China's banking regulator has ordered lenders to test the impact of a fall in house prices of up to 50 percent in key cities where prices have risen sharply, banking and regulatory sources said on Thursday.

The China Banking Regulatory Commission (CBRC) has also instructed banks to stop extending mortgages to people buying their third homes in four of the cities -- Beijing, Shanghai, Shenzhen and Hangzhou, the sources said.

The move, which runs counter to speculation in some quarters that China might ease curbs before long to boost the slowing economy, is a fresh demonstration that Beijing is intent on fighting property speculation and deflating record high prices.

The government fears sky-high prices in big cities are feeding on themselves and making it impossible for ordinary people to get a foot on the housing ladder.

David Ng, a property analyst at Royal Bank of Scotland in Hong Kong, said: This is another key signal that the government is trying to give -- that it is quite determined to keep property prices under control, even though it's quite unlikely that there will be any new tightening measures in the short term.

An earlier stress test nationwide showed that Chinese banks could sustain a drop in housing prices of up to 30 percent without a sharp rise in non-performing loan ratios.

This is a new round and will be carried out only in key cities where prices have risen fast, a banking official said on condition of anonymity.

The CBRC was not immediately available for comment.

GETTING TOUGH

Three other banking sources said the CBRC has also instructed banks to tighten mortgage terms for third-home buyers in cities other than Beijing, Shanghai, Shenzhen and Hangzhou.

Banks must now require a down payment of at least 60 percent and charge interest of at least 1.5 times the central bank's benchmark rate, they said.

The new requirements clarify cabinet guidelines issued in April, which instructed banks to substantially increase down payments and mortgage rates for third-home buyers.

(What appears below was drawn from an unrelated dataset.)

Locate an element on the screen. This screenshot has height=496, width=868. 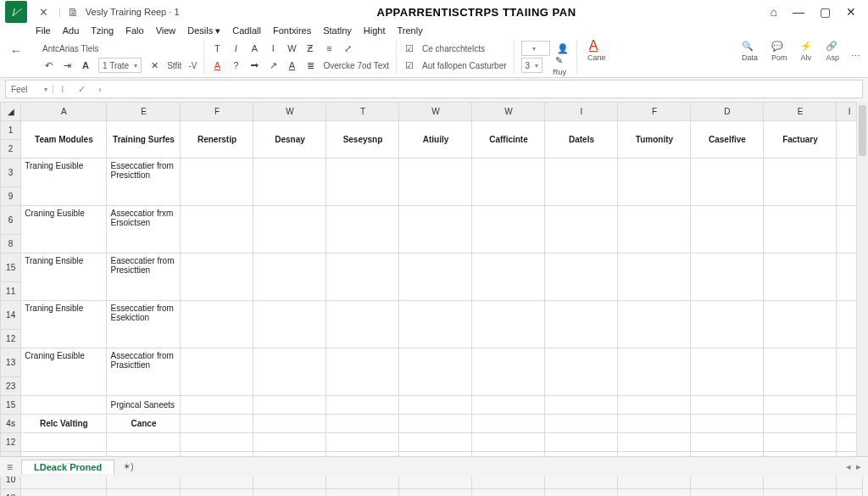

Depending on their assessment of risks, banks can also stop lending to such buyers in cities where prices are too high or rising too fast or where homes are in short supply, the State Council said.

A source with Industrial and Commercial Bank of China <1398.HK><601398.SS> in Shanghai said it stopped making loans to third-home purchasers in the city this week.

Almost all banks in Beijing had suspended such lending, the sources said.

DON'T LOOSEN UP

Xia Bin, an academic adviser to the central bank, said the clampdown on the real estate market, fueled by record surge of lending last year, had begun to achieve its desired results but could not be relaxed yet.

Property prices in 70 big Chinese cities fell 0.1 percent in June from May, the first month-on-month drop since February 2009. Sales volumes in big cities have also fallen sharply.

Xia, who also advises the cabinet, told a forum that it would take China two to three years to squeeze bubbles out of the real estate sector and that increasing the capital gains tax might be an effective short-term measure to curb speculation.

Wang Xiaoguang, another senior government economist, told the same forum that social pressure and fears about a boom-bust in the property sector, similar to Japan's in the 1980s, would force Beijing to work to restrain further price rises.

The controls will last a long period until property investors finally lose confidence, Wang, who is based at the National School of Administration, said.

He said that the tightening to date had not achieved its ultimate goal because investors still expected home prices to rise and were still putting money in the real estate market.

Shanghai's property share index <.SSEP> fell by over 2 percent, underperforming the broad market <.SSEC>.

The negative impact on property share prices will be subdued for now. The most important thing to watch out for will be its impact on developers' sales over the next 1-2 months, said Ng at RBS.

If developers are forced to cut prices significantly because of a sharp fall in transactions, that's going to be a major drag on property shares, he said.